For most Americans it's the biggest guaranteed paycheck they'll ever have: monthly income that arrives for life, adjusts for inflation, and doesn't care what the market did last year. It deserves a real seat at the planning table, and a real decision about when to turn it on.
You can generally start benefits anywhere from 62 to 70, and the difference is bigger than most people expect. Claim at 62 and the check is reduced, roughly 30% below your full retirement age amount for most people retiring now. Wait past full retirement age and the check grows about 8% for each year you delay, up to 70. Same work history, very different paychecks for the rest of your life.
That doesn't make waiting automatically right.

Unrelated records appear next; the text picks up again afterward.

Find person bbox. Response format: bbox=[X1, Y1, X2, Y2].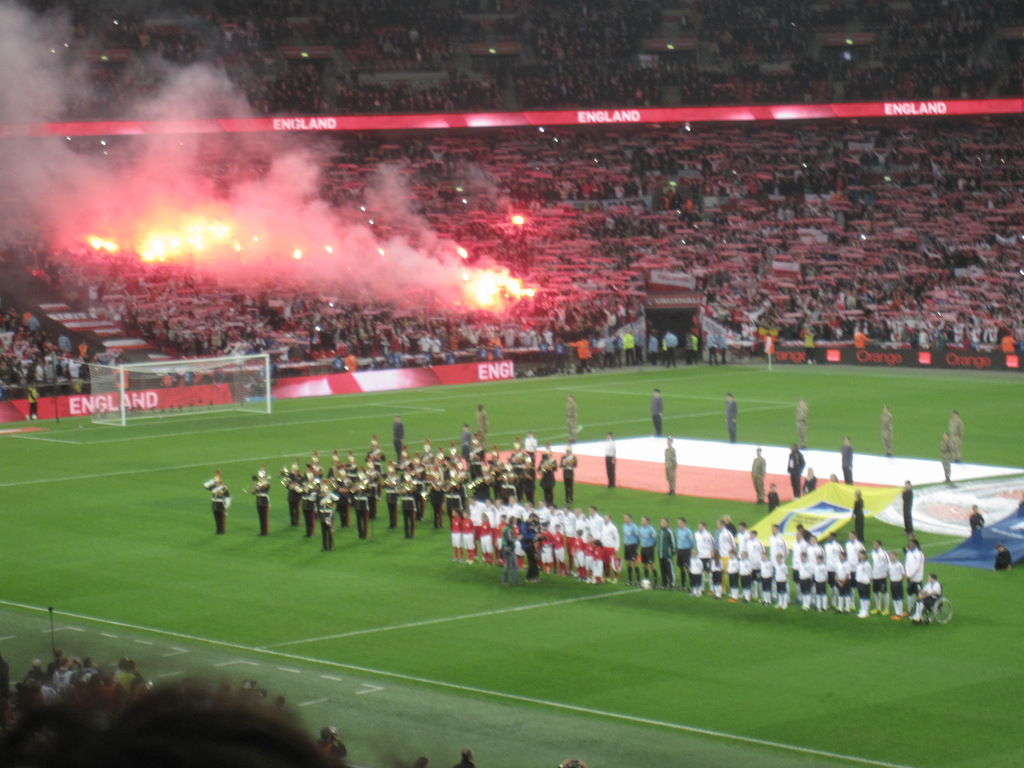
bbox=[28, 655, 48, 682].
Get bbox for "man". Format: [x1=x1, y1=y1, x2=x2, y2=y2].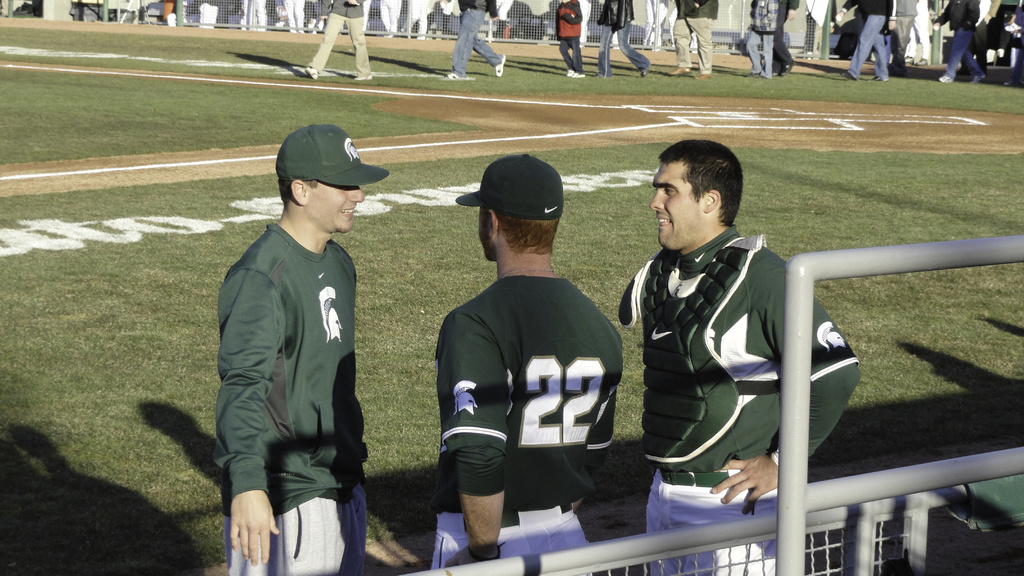
[x1=596, y1=0, x2=656, y2=75].
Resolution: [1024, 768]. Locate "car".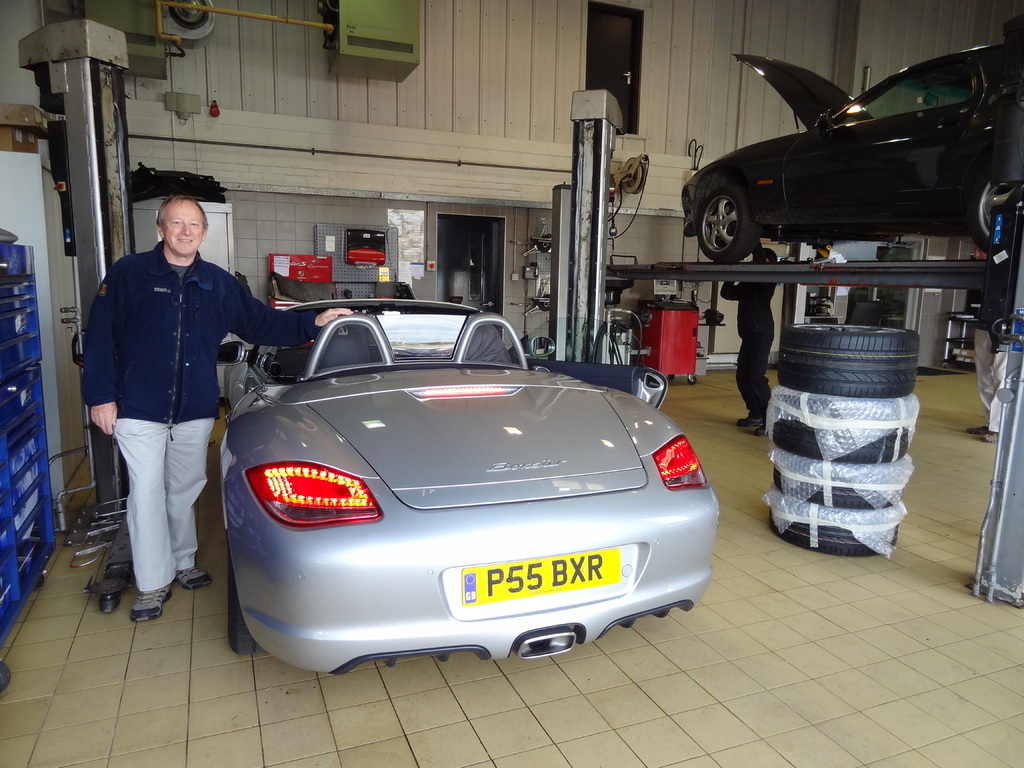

Claiming early can be the correct call if your health is poor, if you need the income, or if turning on Social Security lets you leave other assets alone to grow. The math depends on how long you live, and nobody gets that number in advance. What I push back on is claiming early by default, without running the numbers, because that choice is usually permanent.
The worry I hear most is the headlines about the trust fund. Fair concern, worth taking seriously. Under current projections, if Congress never acted, the program could still pay the large majority of scheduled benefits from ongoing payroll taxes. Some haircut is possible; the program vanishing is not how the math works. Plan for it as a base layer, and pair it with income you control.
And that pairing is the point. Social Security is the floor. An annuity can turn part of your savings into another paycheck that fills the gap between that floor and what your life costs. Cash value life insurance adds a pool you can draw in down years so investments get time to recover, with tax flexibility the other two don't offer. One decision helps the others: a bigger buffer can make it easier to delay claiming, and a bigger check for life is what delaying buys.
Eight years of choice, and the biggest lever most retirees have. The decision is generally permanent.
Delayed credits grow the check every year past full retirement age, until 70. For life, inflation-adjusted.
Guaranteed and inflation-adjusted, but rarely enough alone. The gap is what annuities and cash value are for.
The needs analysis is free. We'll look at your expected benefit at different claiming ages, the gap between that and what your retirement actually costs, and which tools close it. It's not a gimmick or sales ploy. We're here to help!